In that declaration, signed July 4, 1776, our nation’s founders, in “a decent respect to the opinions of mankind,” laid out the grievances that prompted our separation from the rule of King George III. It’s worth revisiting some of those grievances here. There’s an old saying that history doesn’t repeat itself, but that it often rhymes and that can certainly be argued today under a presidential administration that is acting far outside the usual bounds that Americans have come to expect here in what we like to call “the land of the free.”
The colonists of the 1700s had plentiful experience with the uncertainties of life under authoritarian rule, particularly with an erratic king like George III. They well understood the ways in which their lives could be upended by arbitrary decrees, issued by a king who knew or cared little about the impact of his actions on the lives of his subjects.
The colonists had long bristled under the effects of many of those decrees, such as the imposition of tariffs on basic commodities, like tea, which prompted the much-celebrated Boston Tea Party.
The founders who signed our nation’s divorce from Britain, made note of the king’s decision to keep standing troops among the people, without the consent of local authorities, just as the current president has deployed troops to minor protests in Los Angeles, against the wishes of the governor, mayor, and chief of police.
Likewise, our founders complained that King George III had cut off foreign trade and “excited domestic insurrections amongst us.” The king had “transported us beyond Seas to be tried for pretended offences,” which is an act the current administration has threatened against those, even U.S. citizens, who object to its policies.
The colonists well understood that with a king, there was no person or aspect of daily life that was off-limits to a capricious decree. Yet, here we are, 250 years later, living in an America with a president who issues almost daily edicts, many of which make little sense, are in direct violation of the Constitution he has sworn to uphold, or are retaliatory in nature directed at individuals or institutions that are beyond the rightful scope of his authority.
On June 14, an estimated five million Americans turned out for the “No Kings” rallies held at more than 2,000 locations nationwide, which is now believed to be the largest single day protest in U.S. history. It was a recognition that many Americans are waking up to the usurpations of power being committed daily by the current president, who likens himself as the American king. Don’t believe it? The White House recently posted on its official website an image of the current president seated with a crown on a throne under the headline “Long live the king.”

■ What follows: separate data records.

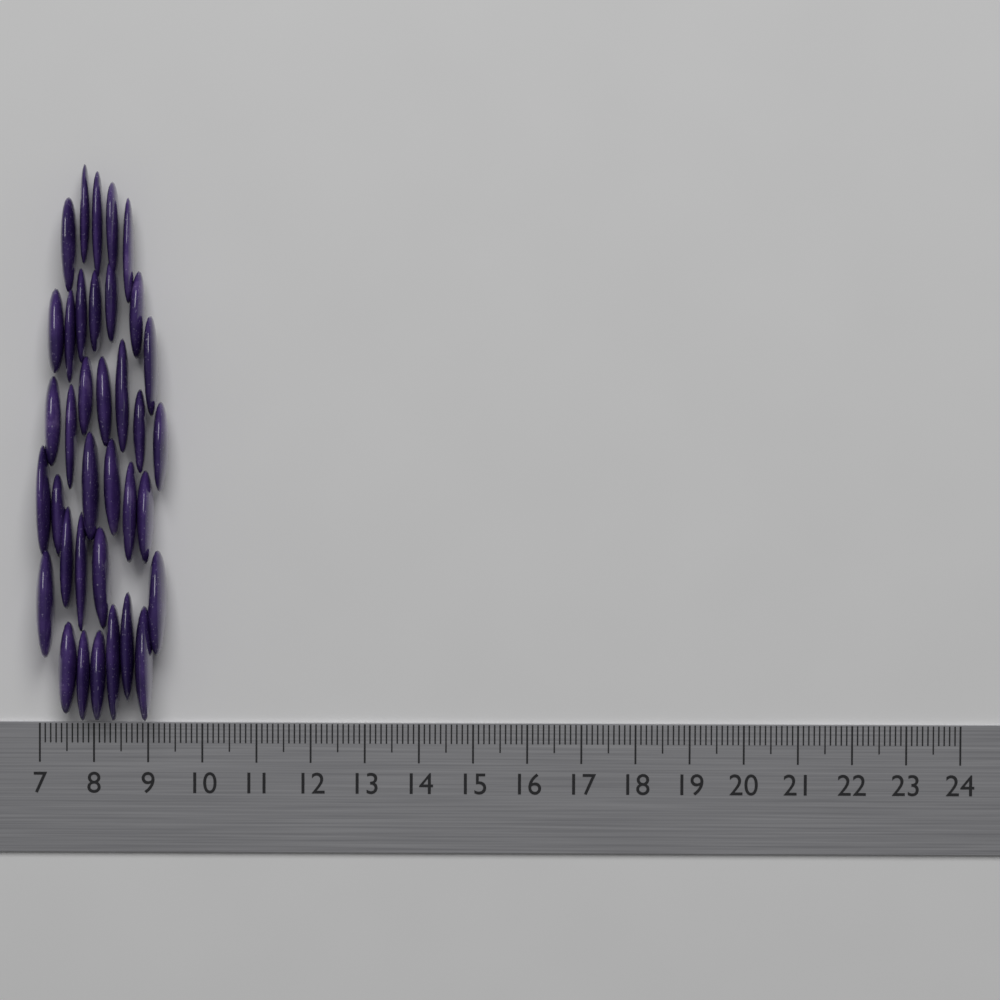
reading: 9.4 (no unit)
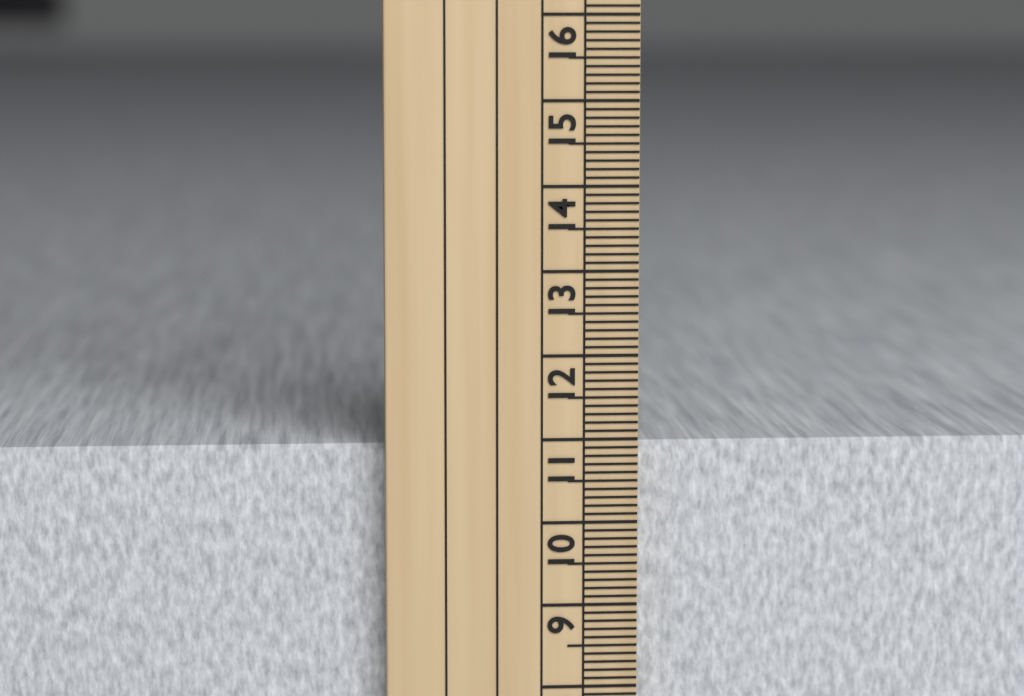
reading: 10.9 cm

We can no longer deny the desire of the current president to Make America Great Again. What some of us perhaps didn’t recognize is that, in his view, American greatness ended the day we threw off the yoke of a monarch.
While signing of the Declaration was, in effect, the day of our nation’s birth, it was the U.S. Constitution, formally enacted in 1788, which laid out the form and structure of the American government and made it clear to the world that we would never again subjugate ourselves to the whims of an autocrat. It was a document that created three co-equal branches of government intended to serve as a check on the powers of each. Our founders’ intent was explicit, to prevent some future demagogue from exploiting the darker impulses of the public in order to seize dictatorial powers, ruling over Americans rather than serving them.
Those are distinctions which the current president fails to recognize. He all but ignores Congress, while his administration simultaneously challenges the right of the courts to serve their legitimate role and function under the Constitution.
As we celebrate the Fourth this year, we must remember that government of, by, and for the people cannot sustain itself without the active work of the citizenry. It’s not enough to wave the flag on Independence Day. The work of sustaining a free nation takes real effort, every day of the year.